The aim of this study is to discover basic principles underlying linguistic figurativeness and to develop a theory that is capable of capturing conventional figurative language (referred to as CFLT, i.e. Conventional Figurative Language Theory). The rich empirical data analysed for this publication include, among other things, idioms, proverbs, lexicalised metaphors, and figurative compounds, drawn from ten standard languages with widely different genetic relationships and/or cultural backgrounds (English, German, Dutch, Swedish, French, Russian, Lithuanian, Greek, Finnish, Japanese) and one Low German dialect. The main topic of this work is the relationship between the figurative meaning of a lexical unit and the mental images that form its conceptual basis. Using a cognitive approach, the study deals with the central question of what types of knowledge are involved in creating motivating links between these two conceptual levels of figurative units. Of all the possible types of knowledge relevant to conventional figurative language, so-called "cultural knowledge" can be shown to be crucial. As a consequence, CFLT has to include elements of cultural semiotics and other culture-related disciplines.

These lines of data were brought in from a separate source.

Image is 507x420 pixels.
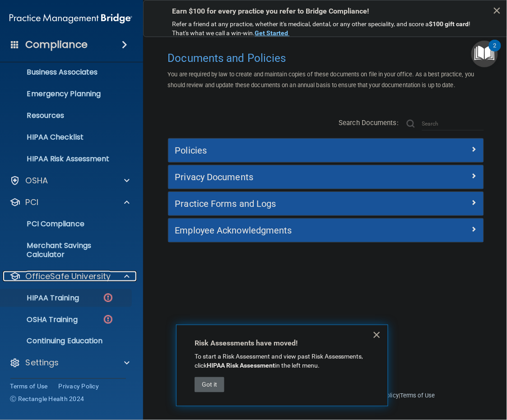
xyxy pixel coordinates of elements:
span: To start a Risk Assessment and view past Risk Assessments, click [195,353,365,370]
h5: Policies [175,145,398,155]
p: PCI [26,197,39,208]
span: Ⓒ Rectangle Health 2024 [10,395,85,404]
button: Got it [195,377,224,393]
p: HIPAA Training [5,294,79,303]
p: Business Associates [5,68,128,77]
p: Earn $100 for every practice you refer to Bridge Compliance! [173,6,480,15]
h5: Privacy Documents [175,172,398,182]
p: Settings [26,358,59,368]
img: danger-circle.6113f641.png [103,314,114,326]
span: Search Documents: [339,119,399,127]
a: Terms of Use [400,393,435,399]
div: 2 [493,45,497,57]
p: OSHA Training [5,315,78,325]
p: OSHA [26,175,48,186]
h5: Employee Acknowledgments [175,225,398,235]
p: Merchant Savings Calculator [5,242,128,259]
div: Copyright © All rights reserved 2025 @ Rectangle Health | | [161,382,491,410]
button: Close [493,3,501,18]
p: Continuing Education [5,337,128,346]
p: Resources [5,111,128,120]
h5: Practice Forms and Logs [175,199,398,208]
a: Privacy Policy [59,382,99,391]
img: PMB logo [10,10,132,27]
img: ic-search.3b580494.png [407,120,415,128]
span: Refer a friend at any practice, whether it's medical, dental, or any other speciality, and score a [173,20,429,27]
p: OfficeSafe University [26,271,111,282]
span: ! That's what we call a win-win. [173,20,472,36]
img: danger-circle.6113f641.png [103,292,114,304]
p: HIPAA Risk Assessment [5,154,128,163]
p: PCI Compliance [5,220,128,229]
h4: Documents and Policies [168,52,484,64]
button: Open Resource Center, 2 new notifications [471,40,498,67]
strong: $100 gift card [429,20,469,27]
input: Search [422,117,484,131]
strong: Risk Assessments have moved! [195,339,298,348]
span: You are required by law to create and maintain copies of these documents on file in your office. ... [168,71,475,89]
strong: HIPAA Risk Assessment [207,363,275,370]
p: Emergency Planning [5,90,128,99]
p: HIPAA Checklist [5,132,128,142]
h4: Compliance [25,39,88,51]
strong: Get Started [255,29,288,36]
span: in the left menu. [275,363,320,370]
a: Terms of Use [10,382,48,391]
button: Close [372,328,381,342]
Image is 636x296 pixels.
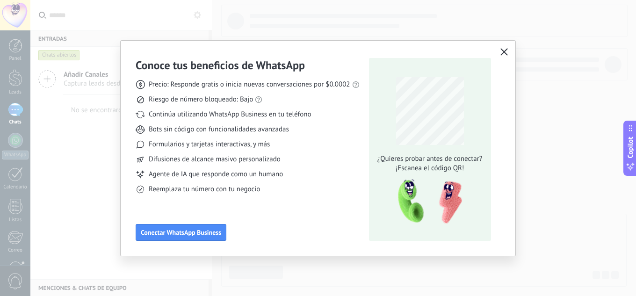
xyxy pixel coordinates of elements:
[149,125,289,134] span: Bots sin código con funcionalidades avanzadas
[136,224,226,241] button: Conectar WhatsApp Business
[149,170,283,179] span: Agente de IA que responde como un humano
[390,177,464,227] img: qr-pic-1x.png
[149,110,311,119] span: Continúa utilizando WhatsApp Business en tu teléfono
[149,140,270,149] span: Formularios y tarjetas interactivas, y más
[149,155,281,164] span: Difusiones de alcance masivo personalizado
[141,229,221,236] span: Conectar WhatsApp Business
[626,137,635,158] span: Copilot
[375,164,485,173] span: ¡Escanea el código QR!
[375,154,485,164] span: ¿Quieres probar antes de conectar?
[149,80,350,89] span: Precio: Responde gratis o inicia nuevas conversaciones por $0.0002
[149,95,253,104] span: Riesgo de número bloqueado: Bajo
[136,58,305,73] h3: Conoce tus beneficios de WhatsApp
[149,185,260,194] span: Reemplaza tu número con tu negocio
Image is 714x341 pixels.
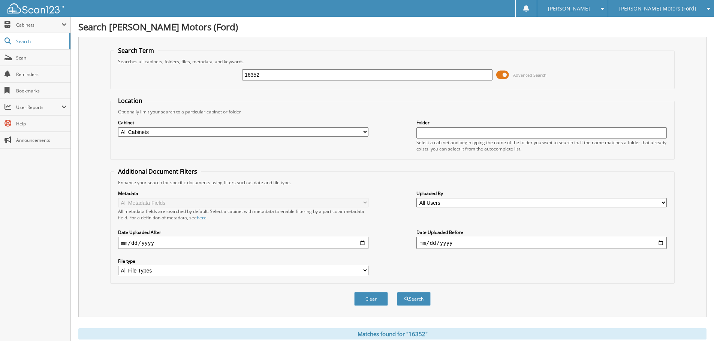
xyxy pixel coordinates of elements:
[7,3,64,13] img: scan123-logo-white.svg
[114,109,670,115] div: Optionally limit your search to a particular cabinet or folder
[16,104,61,111] span: User Reports
[118,190,368,197] label: Metadata
[16,22,61,28] span: Cabinets
[16,55,67,61] span: Scan
[197,215,206,221] a: here
[16,71,67,78] span: Reminders
[114,97,146,105] legend: Location
[16,38,66,45] span: Search
[114,58,670,65] div: Searches all cabinets, folders, files, metadata, and keywords
[78,21,706,33] h1: Search [PERSON_NAME] Motors (Ford)
[118,258,368,265] label: File type
[397,292,431,306] button: Search
[16,121,67,127] span: Help
[16,137,67,144] span: Announcements
[118,208,368,221] div: All metadata fields are searched by default. Select a cabinet with metadata to enable filtering b...
[416,120,667,126] label: Folder
[416,139,667,152] div: Select a cabinet and begin typing the name of the folder you want to search in. If the name match...
[78,329,706,340] div: Matches found for "16352"
[16,88,67,94] span: Bookmarks
[118,120,368,126] label: Cabinet
[416,190,667,197] label: Uploaded By
[114,167,201,176] legend: Additional Document Filters
[114,46,158,55] legend: Search Term
[118,237,368,249] input: start
[114,179,670,186] div: Enhance your search for specific documents using filters such as date and file type.
[118,229,368,236] label: Date Uploaded After
[619,6,696,11] span: [PERSON_NAME] Motors (Ford)
[548,6,590,11] span: [PERSON_NAME]
[513,72,546,78] span: Advanced Search
[416,229,667,236] label: Date Uploaded Before
[416,237,667,249] input: end
[354,292,388,306] button: Clear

It may have been over-ambitious of me to get this. I have no linguistics background (my sister studied linguistics -- can I borrow her brain?), I’m only a novelist grappling with another culture’s figurative language, and I became intrigued with the subject of idioms. So far I’ve only managed the parts Animal Metaphors and Animal Symbols: Case Studies – as my target culture is rich in animal metaphors – and Idioms of Fear: A Cognitive Approach, which I think examines how the idioms and the mental experience of fear act on each other. It does talk about translation from one culture into another: “While translating idioms of fear (and other emotions), one has to take into account not only their actual figurative meaning but also the conceptual structures behind them.” From these parts, I haven’t altogether shaken the suspicion that it tells me in very involved language what is commonsensical – but that’s probably because I’m only grasping what’s most obvious. I did have my eye on the empirical parts of the book, which are large, although maybe what I needed was a cross-cultural thesaurus of idiomatic language.
Idioms seem to cross cultures more easily than I might have thought: Finnish ‘not even a wolf would go there’ is self-explanatory to me; Finnish ‘the wolf has eaten the food for the journey’ expresses my ‘gone to the dogs’. For what it’s worth, I have been taken aback by the amount of Mongol idioms that cross cultures and make direct sense in English.